IT and end users are far apart on critical data access
For example, 32 percent of IT professionals surveyed said that end users sometimes have more access privileges than they need to do their jobs.
Meanwhile, a whopping 71 percent of end users said that they have access to company data that they shouldn't be seeing.
"It means the provisioning systems aren't working in the organization," said Larry Ponemon, chairman and founder at Traverse City, MI-based Ponemon Institute, LLC.
Over-provisioning exacerbates every other security problem that a company might have. Cybercriminals that use spearphishing to get into an organization have much better odds of hitting someone with valuable access, he said, or being able to move laterally from one system to another.
"All it takes is one employee who falls victim to a spearphishing attack and the bad guys can figure out everything else," he said. "If we had proper credentialing, it would be harder to get to the end user with the right credentials. It would still be possible, but it would be harder."
The other side of the coin is data itself.
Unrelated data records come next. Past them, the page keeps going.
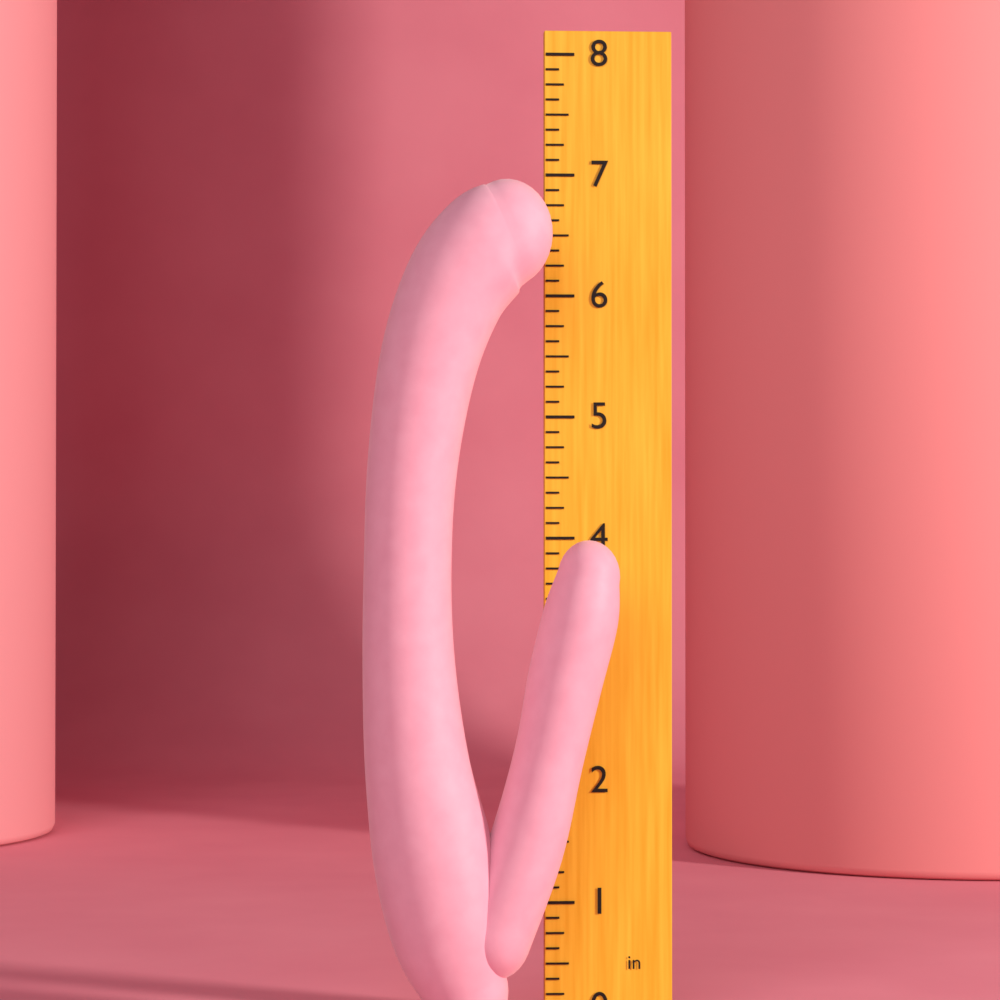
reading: 6.875 in
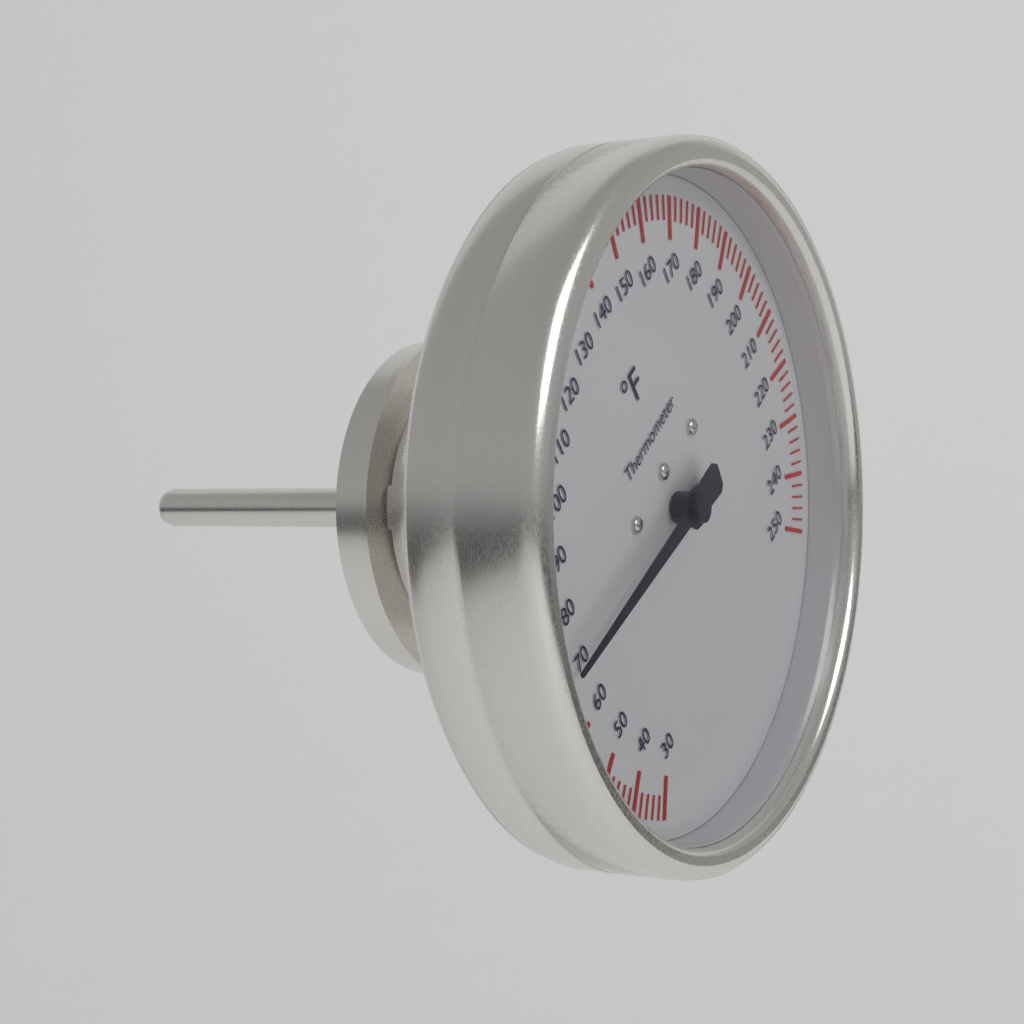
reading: 72 °F
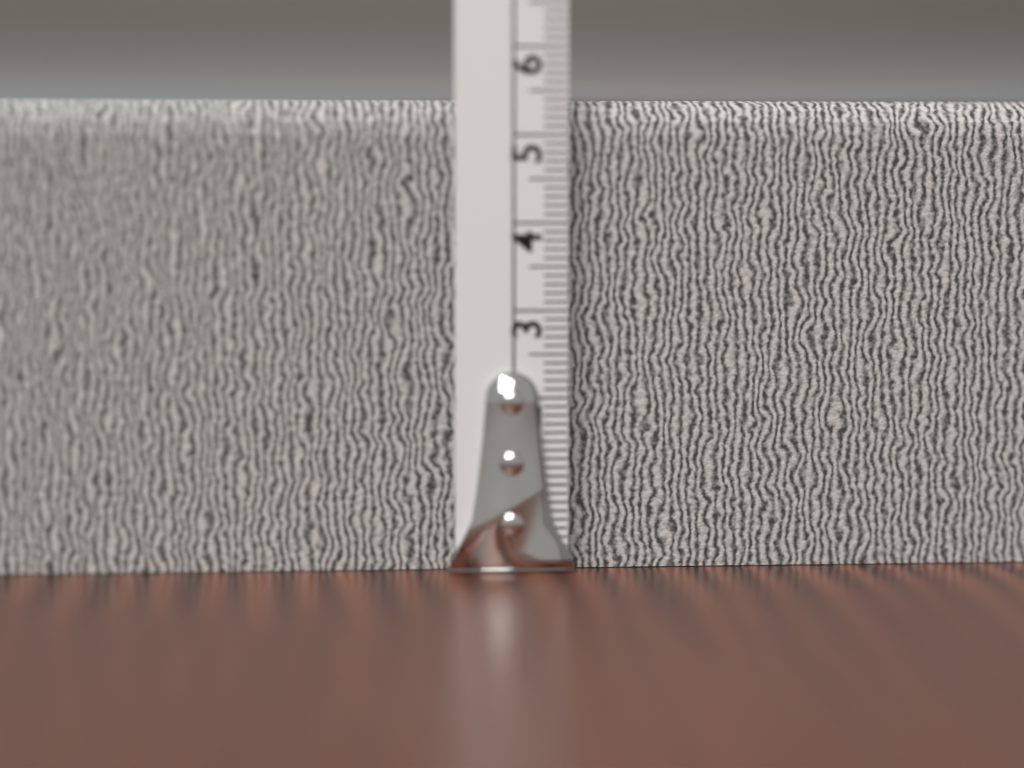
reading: 5.4 cm
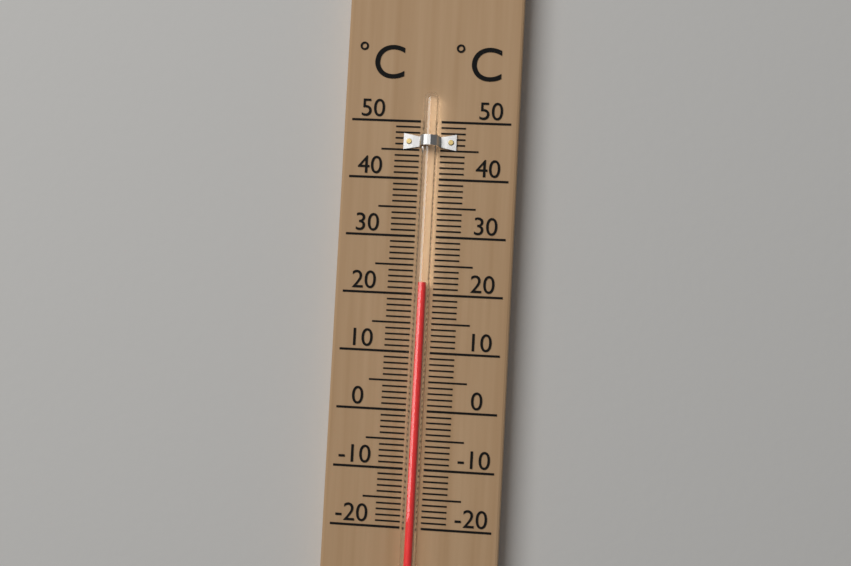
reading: 22 °C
Although 73 percent of IT respondents said that data protection is a top priority for their department, 49 percent said that if files are changed or deleted unexpectedly they are not likely to know what happened.
Companies also have difficulties keeping files from being shared, so that critical data could be copied and stored in a hundred different places.
According to the survey, 76 percent of end users say there are times when its acceptable to transfer work documents to personal computers, tablets, smartphones, or to the cloud. By comparison, only 13 percent of IT professionals agree.
"They seem to be out of touch with what most of the end users are doing," Ponemon said.
In fact, 43 percent of end users said they used services such as Dropbox, and 42 said they used file share services, while IT respondents thought only 29 and 26 percent did, respectively.
"Keeping up with the volume and velocity of information is very difficult for companies," said Ponemon. "Sony is a great example of the challenges that organizations have."
The recent breach at Sony also shed light on many other practices at the company that helped make them more vulnerable.
"They had a file labeled 'passwords' that contained passwords and login credentials of employees," Ponemon said.
Hackers were also able to find tokens and certificates, as well as access credentials to databases, routers and switches around the world, according to recent news reports.
"It's pretty clear that they weren't understanding where their sensitive assets were," said David Gibson, spokesman at New York-based Varonis Systems, Inc., which makes software to manage and secure unstructured data. Varonis was the sponsor of the Ponemon survey.
"Sensitive data wasn't identified, wasn't locked down appropriately, and I don't believe the use of that data was being monitored," he said. "There are some critical controls missing that would have made the hacking a lot harder."
But while criminals can be very good at finding the information they need within corporate systems, legitimate employees are actually drowning in data.
Sixty three percent of end users said it is difficult or very difficult to find files on corporate networks -- and here, 60 percent of IT respondents agreed.